This Article is From Nov 19, 2022

"Was Shattered Seeing Her Bruises...": Shraddha Walkar's Former Co-Worker

Karan, who was Shraddha Walkar's team manager in 2020, said she told him about Aftab Poonawala having assaulted her, and she went to cops too

Shraddha's bruised face in a photo she shared with friends.

Mumbai/New Delhi:

The co-worker whom Shraddha Walkar told about an assault by boyfriend Aftab Poonawala two years ago, Karan, said today that he was under the impression that they had broken up after intervention by the police and Aftab's parents. Karan said he had tried to help her then and kept checking on her for a few weeks, but now saw in the news that Aftab allegedly murdered Shraddha in May this year.

"November 2020 was the first time I came to know of the domestic abuse. She used to call in sick often before that," said Karan, her team manager when she worked at a call centre near her hometown Vasai in Mumbai.

"In the chat over WhatsApp, I told her to send me a photo. I was very shattered and heartbroken to see how someone could manhandle her so badly. She had bruises under her right eye... also on her neck," he told NDTV. "Later a friend whom I contacted to help her also told me she had burn marks on her stomach."

Screenshots of their chat show he offered to help her - he said she could be with his mother and sister for immediate safety - apart from helping her approach the cops. He said he knew of Shraddha and Aftab them as being married as she referred to him as her husband.

"After she went to the police, she gave a written complaint. But in the meantime, she spoke to Aftab and he told her he would do something to himself (if she left). She also went to his parents' place and they told her he would move out of the house (that he and Shraddha had rented together) and that he will cut off all ties and never harass her. Only after that she thought of not filing a police complaint," Karan said.

"I was following up every week or two weeks to make sure she was safe, to make sure she was not going through the same thing again. We were under the impression that he was no longer with her," he added.

"I don't know how they got back together again later. I did not know she had moved to Delhi. When all this came in the news, I got to know," he added.

Shraddha, 26, and Aftab, 28, both call centre employees, had moved to Delhi in May and four days later, following yet another argument over expenses and infidelity, he strangled her to death, later chopping up the body into 35 pieces that he kept in a fridge and disposed of in a jungle over 18 days, police have said.

The crime was revealed over the past month as her father - who hadn't spoken to her since May 2021 as he didn't approve of her inter-faith (Hindu-Muslim) relationship with Aftab - went to the police as her friends alerted him that she'd been out of touch with them, too, for months.

When she left the job in March 2021, she told Karan she had got a new job at a content writing company that would give her travel opportunities. "I was very happy for her that she had all the time in the world to make her career. She was very young, just 23 or 24."

A month before the job change, she had told a doctor about her depression and how her boyfriend Aftab was violent over minor issues. She told him she feared he might harm her, himself or both.

Karan said he has not yet got a call from the police but "I will be willing to help if they contact me".

"I just want to tell all the girls living alone - and it's not about religion, be it Hindu, Muslim, Sikh or Christian, any race or caste - that don't isolate yourself; always keep contact with friends and family," he said. "There is always someone who will support you. It's better to get out of an abusive relationship."

Aftab was, on November 17, sent to five more days of police custody by a Delhi court as police said key evidence - such as identifiable body parts, the knife he used, their clothes from the day of the murder, and Shraddha's phone - need to be found.

Police have also got permission to conduct narco-analysis, a chemical-based lie-detection test, which may lead the police to material evidence and corroborate his alleged confession.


■ **THE PROBLEM**
Every record is to be duplicated exactly as it reads, without its images.

■ **DATA FOR ANALYSIS**
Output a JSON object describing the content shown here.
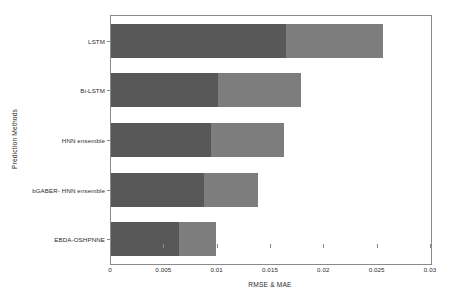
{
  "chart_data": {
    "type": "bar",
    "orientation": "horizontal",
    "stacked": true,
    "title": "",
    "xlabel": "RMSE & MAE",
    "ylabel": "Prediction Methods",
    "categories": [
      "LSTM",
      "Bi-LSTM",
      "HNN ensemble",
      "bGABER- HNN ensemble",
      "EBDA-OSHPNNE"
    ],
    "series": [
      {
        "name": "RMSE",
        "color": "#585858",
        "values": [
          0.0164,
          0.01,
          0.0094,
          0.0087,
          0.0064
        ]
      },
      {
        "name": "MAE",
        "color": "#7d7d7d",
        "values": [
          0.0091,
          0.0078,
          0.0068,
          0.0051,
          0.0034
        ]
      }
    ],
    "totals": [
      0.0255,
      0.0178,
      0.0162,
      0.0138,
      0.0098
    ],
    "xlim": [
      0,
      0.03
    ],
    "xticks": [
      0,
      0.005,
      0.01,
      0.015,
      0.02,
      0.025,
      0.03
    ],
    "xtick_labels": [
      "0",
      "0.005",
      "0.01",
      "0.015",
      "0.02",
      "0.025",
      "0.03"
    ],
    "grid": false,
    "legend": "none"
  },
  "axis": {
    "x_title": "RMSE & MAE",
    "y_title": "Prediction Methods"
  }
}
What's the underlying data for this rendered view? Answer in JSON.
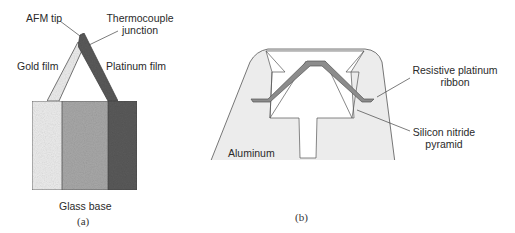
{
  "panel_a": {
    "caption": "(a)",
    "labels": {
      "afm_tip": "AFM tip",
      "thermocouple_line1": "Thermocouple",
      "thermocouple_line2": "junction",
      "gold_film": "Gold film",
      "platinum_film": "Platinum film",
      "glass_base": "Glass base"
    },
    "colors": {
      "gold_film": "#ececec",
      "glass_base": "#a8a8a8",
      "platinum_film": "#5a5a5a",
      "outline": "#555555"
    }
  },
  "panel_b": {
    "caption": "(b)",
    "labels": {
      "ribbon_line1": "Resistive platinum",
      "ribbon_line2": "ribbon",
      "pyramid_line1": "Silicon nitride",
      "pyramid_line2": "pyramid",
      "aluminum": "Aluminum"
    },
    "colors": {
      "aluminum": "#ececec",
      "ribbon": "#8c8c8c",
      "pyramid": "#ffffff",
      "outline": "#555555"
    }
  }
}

■ **OUTPUT OF THE EXERCISE**
Output a JSON object describing the content shown here.
{
  "chart_data": {
    "type": "bar",
    "orientation": "horizontal",
    "stacked": true,
    "title": "",
    "xlabel": "RMSE & MAE",
    "ylabel": "Prediction Methods",
    "categories": [
      "LSTM",
      "Bi-LSTM",
      "HNN ensemble",
      "bGABER- HNN ensemble",
      "EBDA-OSHPNNE"
    ],
    "series": [
      {
        "name": "RMSE",
        "color": "#585858",
        "values": [
          0.0164,
          0.01,
          0.0094,
          0.0087,
          0.0064
        ]
      },
      {
        "name": "MAE",
        "color": "#7d7d7d",
        "values": [
          0.0091,
          0.0078,
          0.0068,
          0.0051,
          0.0034
        ]
      }
    ],
    "totals": [
      0.0255,
      0.0178,
      0.0162,
      0.0138,
      0.0098
    ],
    "xlim": [
      0,
      0.03
    ],
    "xticks": [
      0,
      0.005,
      0.01,
      0.015,
      0.02,
      0.025,
      0.03
    ],
    "xtick_labels": [
      "0",
      "0.005",
      "0.01",
      "0.015",
      "0.02",
      "0.025",
      "0.03"
    ],
    "grid": false,
    "legend": "none"
  },
  "axis": {
    "x_title": "RMSE & MAE",
    "y_title": "Prediction Methods"
  }
}
What's the underlying data for this rendered view? Answer in JSON.
{
  "panel_a": {
    "caption": "(a)",
    "labels": {
      "afm_tip": "AFM tip",
      "thermocouple_line1": "Thermocouple",
      "thermocouple_line2": "junction",
      "gold_film": "Gold film",
      "platinum_film": "Platinum film",
      "glass_base": "Glass base"
    },
    "colors": {
      "gold_film": "#ececec",
      "glass_base": "#a8a8a8",
      "platinum_film": "#5a5a5a",
      "outline": "#555555"
    }
  },
  "panel_b": {
    "caption": "(b)",
    "labels": {
      "ribbon_line1": "Resistive platinum",
      "ribbon_line2": "ribbon",
      "pyramid_line1": "Silicon nitride",
      "pyramid_line2": "pyramid",
      "aluminum": "Aluminum"
    },
    "colors": {
      "aluminum": "#ececec",
      "ribbon": "#8c8c8c",
      "pyramid": "#ffffff",
      "outline": "#555555"
    }
  }
}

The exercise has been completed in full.